Cancer-causing chemicals and drugs like antibiotics
pollute many of America's lakes, rivers and drinking water supplies. Activated
carbon filters can remove about 40 percent of carcinogens and antibiotics from
these waters. But a tiny solar-powered filter made of two bacterial proteins
absorbs more than 50 percent more of the pollutants.
In addition, the filter - developed by a team at the
University of Cincinnati - can release the captured antibiotics so they can be
reused.
Antibiotics and chemicals enter waterways through
sewage and run-off from yards and farms. They can breed resistant bacteria and
kill helpful microorganisms, degrading the health of aquatic ecosystems.
The nano-filters, each smaller than the diameter of
a human hair, employ a protein used by drug-resistant bacteria to excrete
waste, but the researchers have turned it around so it sucks compounds in.
Another protein, which responds to sunlight, provides the pumping power for the
filter.
Environmental engineer David Wendell, one of the
developers, calls the innovation an environmentally friendly and cost-effective
way to extract and recover antibiotics from surface waters. He foresees the
possibility that, one day, a collection of nano-filters could be anchored
downstream from urban or farming areas to capture harmful compounds in water.
Details of the development and testing of the new
filter appear in the journal Nano Letters.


* Exercise prompt
Copy out each line containing "Magnitude" from the entries below.
══ Information given ══
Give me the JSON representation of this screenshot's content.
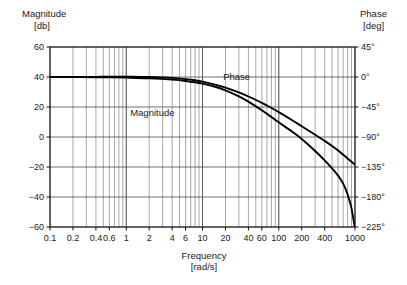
{
  "chart_data": {
    "type": "line",
    "title": "",
    "xlabel": "Frequency",
    "xunit": "[rad/s]",
    "xscale": "log",
    "xlim": [
      0.1,
      1000
    ],
    "xticks": [
      0.1,
      0.2,
      0.4,
      0.6,
      1,
      2,
      4,
      6,
      10,
      20,
      40,
      60,
      100,
      200,
      400,
      1000
    ],
    "xtick_labels": [
      "0.1",
      "0.2",
      "0.4",
      "0.6",
      "1",
      "2",
      "4",
      "6",
      "10",
      "20",
      "40",
      "60",
      "100",
      "200",
      "400",
      "1000"
    ],
    "xminor_ticks": [
      0.1,
      0.2,
      0.3,
      0.4,
      0.5,
      0.6,
      0.7,
      0.8,
      0.9,
      1,
      2,
      3,
      4,
      5,
      6,
      7,
      8,
      9,
      10,
      20,
      30,
      40,
      50,
      60,
      70,
      80,
      90,
      100,
      200,
      300,
      400,
      500,
      600,
      700,
      800,
      900,
      1000
    ],
    "grid": true,
    "legend_position": "inline-annotations",
    "left_axis": {
      "label": "Magnitude",
      "unit": "[db]",
      "ylim": [
        -60,
        60
      ],
      "yticks": [
        60,
        40,
        20,
        0,
        -20,
        -40,
        -60
      ],
      "ytick_labels": [
        "60",
        "40",
        "20",
        "0",
        "−20",
        "−40",
        "−60"
      ]
    },
    "right_axis": {
      "label": "Phase",
      "unit": "[deg]",
      "ylim": [
        -225,
        45
      ],
      "yticks": [
        45,
        0,
        -45,
        -90,
        -135,
        -180,
        -225
      ],
      "ytick_labels": [
        "45°",
        "0°",
        "−45°",
        "−90°",
        "−135°",
        "−180°",
        "−225°"
      ]
    },
    "series": [
      {
        "name": "Magnitude",
        "axis": "left",
        "annotation": "Magnitude",
        "annotation_x": 2.2,
        "annotation_y": 14,
        "points": [
          [
            0.1,
            40.0
          ],
          [
            0.15,
            40.0
          ],
          [
            0.2,
            40.0
          ],
          [
            0.3,
            40.1
          ],
          [
            0.4,
            40.1
          ],
          [
            0.6,
            40.2
          ],
          [
            0.8,
            40.2
          ],
          [
            1.0,
            40.2
          ],
          [
            1.5,
            40.1
          ],
          [
            2.0,
            40.0
          ],
          [
            3.0,
            39.7
          ],
          [
            4.0,
            39.4
          ],
          [
            6.0,
            38.6
          ],
          [
            8.0,
            37.8
          ],
          [
            10.0,
            36.9
          ],
          [
            15.0,
            34.8
          ],
          [
            20.0,
            32.9
          ],
          [
            30.0,
            29.7
          ],
          [
            40.0,
            27.0
          ],
          [
            60.0,
            22.8
          ],
          [
            80.0,
            19.4
          ],
          [
            100.0,
            16.6
          ],
          [
            150.0,
            11.2
          ],
          [
            200.0,
            7.2
          ],
          [
            300.0,
            1.5
          ],
          [
            400.0,
            -2.6
          ],
          [
            500.0,
            -6.0
          ],
          [
            600.0,
            -9.0
          ],
          [
            700.0,
            -11.8
          ],
          [
            800.0,
            -14.3
          ],
          [
            900.0,
            -16.5
          ],
          [
            1000.0,
            -18.5
          ]
        ]
      },
      {
        "name": "Phase",
        "axis": "right",
        "annotation": "Phase",
        "annotation_x": 28,
        "annotation_y": -5,
        "points": [
          [
            0.1,
            0.0
          ],
          [
            0.2,
            0.0
          ],
          [
            0.4,
            -0.3
          ],
          [
            0.6,
            -0.5
          ],
          [
            1.0,
            -1.0
          ],
          [
            2.0,
            -2.0
          ],
          [
            4.0,
            -4.0
          ],
          [
            6.0,
            -6.0
          ],
          [
            10.0,
            -10.0
          ],
          [
            15.0,
            -15.0
          ],
          [
            20.0,
            -20.0
          ],
          [
            30.0,
            -29.0
          ],
          [
            40.0,
            -37.0
          ],
          [
            60.0,
            -50.0
          ],
          [
            80.0,
            -60.0
          ],
          [
            100.0,
            -68.0
          ],
          [
            150.0,
            -82.0
          ],
          [
            200.0,
            -93.0
          ],
          [
            300.0,
            -111.0
          ],
          [
            400.0,
            -125.0
          ],
          [
            500.0,
            -137.0
          ],
          [
            600.0,
            -148.0
          ],
          [
            700.0,
            -160.0
          ],
          [
            800.0,
            -176.0
          ],
          [
            900.0,
            -197.0
          ],
          [
            1000.0,
            -228.0
          ]
        ]
      }
    ]
  },
  "labels": {
    "left_axis_name": "Magnitude",
    "left_axis_unit": "[db]",
    "right_axis_name": "Phase",
    "right_axis_unit": "[deg]",
    "x_axis_name": "Frequency",
    "x_axis_unit": "[rad/s]",
    "magnitude_curve_label": "Magnitude",
    "phase_curve_label": "Phase"
  }
}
═══
* Answer
      "label": "Magnitude",
        "name": "Magnitude",
        "annotation": "Magnitude",
    "left_axis_name": "Magnitude",
    "magnitude_curve_label": "Magnitude",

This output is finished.